Comment permalink

Lauren Southern. Photo: Wiki
Lauren Southern. Photo: Wiki
Last week, the Auckland City Council banned Canadian far-right internet personalities Lauren Southern and Stefan Molyneux from using council-owned venues for a speaking tour. The decision carries the whiff of censorship and deserves examination.

After claims the event would be protested about by groups opposing the speakers' views, Auckland Live, which runs the city's council-owned venues, cancelled the August booking for Takapuna's Bruce Mason Centre.

The cancellation, Auckland Live said, was based upon practical concerns including the health and safety of the presenters, staff and patrons. But that stance was seemingly contradicted by a tweet from Auckland Mayor Phil Goff, who said the city's venues should not be used for stirring "ethnic or religious tensions".

"Views that divide rather than unite are repugnant and I have made my views on this very clear. Lauren Southern and Stefan Molyneux will not be speaking at any council venues."

Mr Goff said the pair were free to speak elsewhere in the city but the tour's promoter said such short notice meant that would not be possible.

It is not unreasonable for Mr Goff to suggest the pair's views are divisive. They both have hundreds of thousands of subscribers on YouTube, on which they post opinions from the far right of the Western political spectrum. Their messages centre on what could loosely be called the conflict between extreme liberalism and extreme conservatism. They are labelled "alt-right". They attack feminism, Islam, gender-diversity and mass immigration. They are divisive.

Their views are undoubtedly unpalatable to most New Zealanders, but should the pair have been banned from a city's venues by decree of an elected official? Council venues are not owned by sitting mayors; they are built for and paid for by ratepayers - ratepayers who represent every point of the political divide, including the far right. Views that divide are inherent in New Zealand. Since MMP was adopted in 1994, the country has seen political parties from each end of the political spectrum promote what could be termed, by their opponents at least, divisive policies. There can be a "team sport" mentality to our politics that actively emphasises division.

Religious and anti-religious members of our society live and work side by side while preaching very different messages.

The same is true for those who believe in immigration and those who don't, who believe in the unique rights of tangata whenua and those who don't. We are a country full of divisions of opinion and divisive views. Many New Zealanders hold perspectives other New Zealanders would label repugnant. To pretend otherwise could only be naivety or ignorance.

Despite this, we strive to be a country of inclusion and compassion. We achieve that through transparency, openness, a free and fair media, through talking and listening. We are not perfect, not by a long stretch. But as an electorate we repeatedly produce stable, representative, transparent and tolerant governments.

But tolerance means little if we refuse to allow those with differing views a place to speak. It is essential views which divide are aired openly if we are going to choose, rather than be coaxed, to unite regardless. There is little doubt Ms Southern and Mr Molyneux hold views the majority of New Zealanders disagree with, even find loathsome. But a last-minute sabotage of their speaking arrangements does more to funnel attention to them and their views, as well as to the insecurity of our own convictions, than it serves to make a stand against them.

It would be better to let these speakers come, let them have their hall, let them have their say. And, if we deem their message divisive and repugnant, let us disagree with them. Let us explain why. Let us hear the divisive yet choose to unite.

Comments

View all

Possibly, with some monitoring by our anti terrorism unit, they could visit. In the event of public unrest, the Police would ensure Freedom of Speech.

The people you write of are anti feminist and anti Semitic.

I hadn't heard of her until last week and don't know what she was coming to NZ to talk about. I googled her and interested to read that she was banned from the UK recently because of concern that she would draw attention to the secretive trials of grooming gangs. Related to this were concerns that she would draw attention to Tommy Robinson another Far Right speaker who was imprisoned for filming outside the court where one of the grooming trials was taking place. I do feel a tad concerned if the Auckland Council acted out of concern that she was to publicise the grooming trials as suggests that pressure has been applied by the UK Government.

Don't think the UK govt is bovvered. This activist turned back, or blocked, some shipping in the Med, as one would, left or right.

Health & Safety, or public order, is contingent upon not stirring up ethnic and religious tension. We may have chosen to ignore the connection.

I have done a bit of internet research on these two people & both off them advocate extreme views that I don’t agree with. Yet I agree with your editorial, democracy depends on the free exchange of information & viewpoints; so they have a right to speak in NZ (assuming anyone is going to even bother attending their meetings) I too am concerned at Phil Goff acting to censor freedom of speech; not least as once such starts where does it end?

The way I see it; if we can grant freedom of speech to the likes of Nicky Hagar (another person whose views I deeply disagree with) then we can grant it to anyone.

Your editorial is correct; just because we find people disagreeable is not a sufficient reason to destroy the basis of an open democracy by censoring them.

In addition to my previous comment; I further agree public buildings are not the Mayors private fiefdom. I can ask people to leave my own home if I find their views disagreeable, but I cannot ban them from public areas.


§ **Instructions to follow**: Find the string "segment" in the listing below and return each line it appears in.

§ **Supplied records**:
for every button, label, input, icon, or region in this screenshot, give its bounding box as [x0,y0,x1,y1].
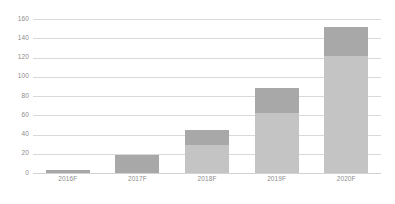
gridline [33,173,381,174]
bar [255,88,299,173]
bar-segment-lower [115,155,159,173]
x-axis-tick-label: 2019F [267,176,286,183]
y-axis-tick-label: 100 [3,73,29,80]
x-axis-tick-label: 2018F [198,176,217,183]
y-axis-tick-label: 140 [3,35,29,42]
bar [324,27,368,173]
bar-segment-upper [324,27,368,56]
bar-segment-lower [185,145,229,173]
y-axis-tick-label: 80 [3,93,29,100]
y-axis-tick-label: 40 [3,131,29,138]
bar [115,155,159,173]
y-axis-tick-label: 160 [3,16,29,23]
x-axis: 2016F2017F2018F2019F2020F [33,176,381,190]
bar-segment-lower [255,113,299,173]
gridline [33,19,381,20]
bar-segment-lower [324,56,368,173]
bar [46,170,90,173]
x-axis-tick-label: 2016F [58,176,77,183]
y-axis-tick-label: 60 [3,112,29,119]
bar-chart: 020406080100120140160 2016F2017F2018F201… [0,0,395,204]
x-axis-tick-label: 2017F [128,176,147,183]
y-axis-tick-label: 120 [3,54,29,61]
y-axis: 020406080100120140160 [0,19,29,173]
y-axis-tick-label: 20 [3,150,29,157]
bar-segment-upper [255,88,299,113]
bar-segment-lower [46,170,90,173]
bar-segment-upper [185,130,229,145]
y-axis-tick-label: 0 [3,170,29,177]
plot-area [33,19,381,173]
x-axis-tick-label: 2020F [337,176,356,183]
bar [185,130,229,173]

§ **Output for this exercise**:
bar-segment-lower [115,155,159,173]
bar-segment-upper [324,27,368,56]
bar-segment-lower [185,145,229,173]
bar-segment-lower [255,113,299,173]
bar-segment-lower [324,56,368,173]
bar-segment-upper [255,88,299,113]
bar-segment-lower [46,170,90,173]
bar-segment-upper [185,130,229,145]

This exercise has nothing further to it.